A few weeks ago we talked about how interconnected trust and communication are — each affects the other, and when they’re failing, you can quickly find yourself with a toxic work environment. But it’s worth noting that while broken trust will almost always break down communication, broken communication can sometimes be the result of something as simple as broken infrastructure. 

One of the biggest problems in organizational communication is when people feel out of the loop. Actions are being taken and people who need to know are not being informed. We don’t know the things we “should” but, somehow, others know it, so we take offense — we might even perceive an intentional slight. For growing teams in particular this can feel overwhelming — it used to be just three of you in a garage, and communication was simple, real-time, thorough! But now it’s a team of twelve, and four of them are remote, and things are slipping through the cracks. But how do you fix it?

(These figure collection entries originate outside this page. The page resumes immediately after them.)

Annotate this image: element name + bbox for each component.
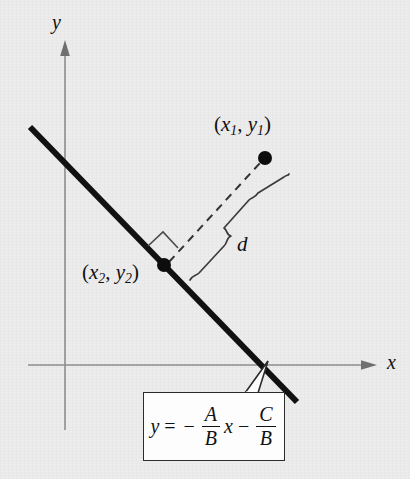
point-two-x-var: x (89, 260, 98, 284)
point-one-label: (x1, y1) (214, 114, 271, 138)
x-axis-arrowhead (361, 360, 377, 370)
equation-x: x (224, 415, 233, 438)
point-one-y-var: y (248, 112, 257, 136)
point-two-paren-open: ( (82, 260, 89, 284)
y-axis-label: y (52, 12, 61, 32)
point-one-dot (258, 151, 272, 165)
point-one-x-var: x (221, 112, 230, 136)
equation-fraction-c-over-b: C B (256, 404, 275, 448)
equation-frac1-denominator: B (202, 427, 220, 448)
point-two-label: (x2, y2) (82, 262, 139, 286)
equation-frac2-numerator: C (256, 404, 275, 425)
point-two-paren-close: ) (132, 260, 139, 284)
point-one-paren-open: ( (214, 112, 221, 136)
figure-container: y x (x1, y1) (x2, y2) d y = − A B x − C … (0, 0, 410, 479)
point-two-y-var: y (116, 260, 125, 284)
equation-equals: = (164, 415, 175, 438)
point-one-y-sub: 1 (257, 123, 264, 138)
point-two-dot (157, 258, 171, 272)
point-one-comma: , (237, 112, 248, 136)
axes-group (28, 40, 377, 430)
equation-frac2-denominator: B (257, 427, 275, 448)
equation-minus-first: − (184, 415, 195, 438)
point-two-comma: , (105, 260, 116, 284)
x-axis-label: x (387, 352, 396, 372)
equation-y: y (150, 415, 159, 438)
point-one-paren-close: ) (264, 112, 271, 136)
distance-brace (190, 174, 289, 280)
equation-frac1-numerator: A (202, 404, 220, 425)
distance-label: d (237, 234, 248, 255)
y-axis-arrowhead (60, 40, 70, 56)
equation-fraction-a-over-b: A B (202, 404, 220, 448)
equation-expression: y = − A B x − C B (150, 404, 277, 448)
right-angle-marker (148, 232, 178, 248)
point-two-y-sub: 2 (125, 271, 132, 286)
equation-callout-box: y = − A B x − C B (143, 392, 285, 461)
equation-minus-second: − (238, 415, 249, 438)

First, which problem are you solving? Is the problem over-communication with people swimming in so much information they can’t distinguish what’s important from what’s just FYI? Or is it a case of so little communication people can go for weeks before hearing important updates? Either way, the answer, as with most things, is based in simplicity. Occam’s Razor states that if there are two explanations for an occurrence, the simplest explanation is usually the right one. Applied to solutions: in the face of any technical problem, the simplest tool is usually the most effective. Analyze what your needs are, and then find the tool that most efficiently meets those needs. In the case of communication, it could be something like Slack, Basecamp, or Discord. If you’ve over-engineered the problem, signing up for five full-blown SaaS tools when one would have done the trick — because, you know, if one is good, five is surely better — then you need to simplify. Rarely is your objective to figure out what forms of communication provide the most features — but rather, which provides the simplest, minimum number of features necessary to keep communication as clear and obvious as possible. Otherwise, you add unnecessary complexity to the very problem you’re trying to solve.

Do you have a solid, reliable infrastructure of communication, both with technology as well as the “chain of command” that will pass information from person to person? Or are you over (or under) thinking it?